Mr. Speaker, I thank my hon. colleague, the member for King—Vaughan for the wonderful work she does as chair of the environment committee.
The problem is that the government is not, at all, meeting the goals of the environment and the economy going hand in hand, because that is only true when the actions taken for the environment and the actions taken for the economy are actually moving in the same direction, and that is to reduce greenhouse gases.
As Bill McKibben says, “The first rule of holes is...stop digging.” Announcing new oil drilling off Atlantic Canada and, I cannot get over how determined the government is, building a pipeline to British Columbia, these are not good economics. The pipeline does not have a market. That is why Kinder Morgan wanted to get away from it. It is all about selling, overseas, a product that we could be refining in Canada, and reducing or eliminating the imports of foreign oil that we have into Atlantic Canada.

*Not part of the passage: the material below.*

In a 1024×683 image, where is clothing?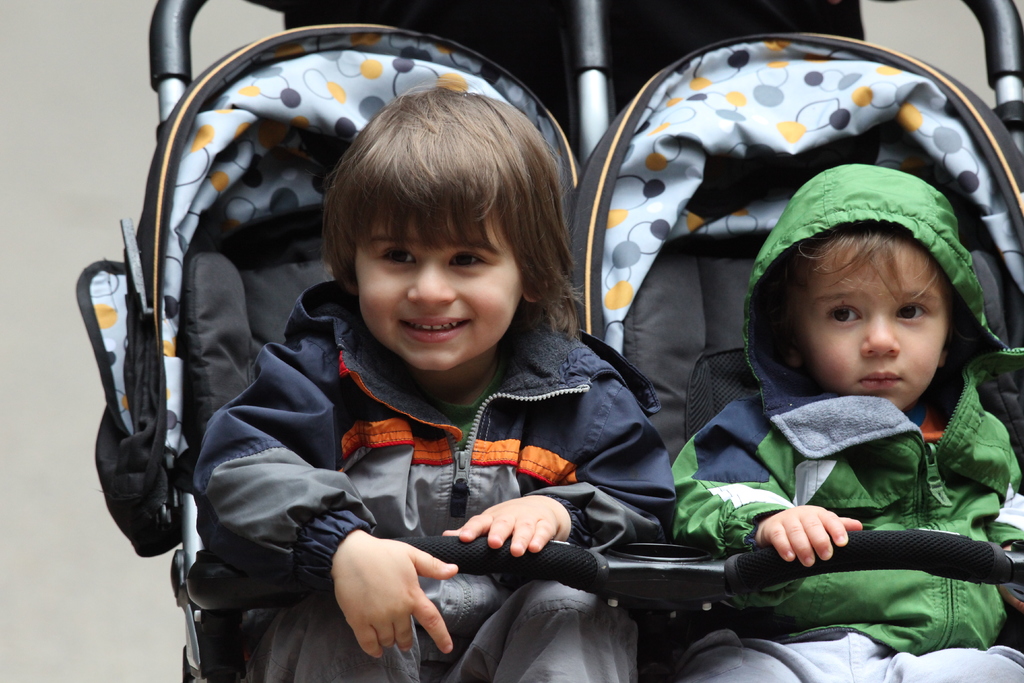
<bbox>188, 270, 676, 682</bbox>.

We do not have a climate plan. The Auditor General made this point. I would just say to my hon. colleague, would it not be better if we determined what the global carbon budget is. In other words, what is the amount of carbon humanity can put in the atmosphere before we cross over the point of no return, in terms of self-accelerating, runaway global warming? What is that number? What is Canada's share of making sure we do not cross that threshold? We could work backwards from there. It certainly would not be the old Harper target, which was never the Paris target but to which we remain committed. Thirty per cent below 2005 levels by 2030 is too little, too late.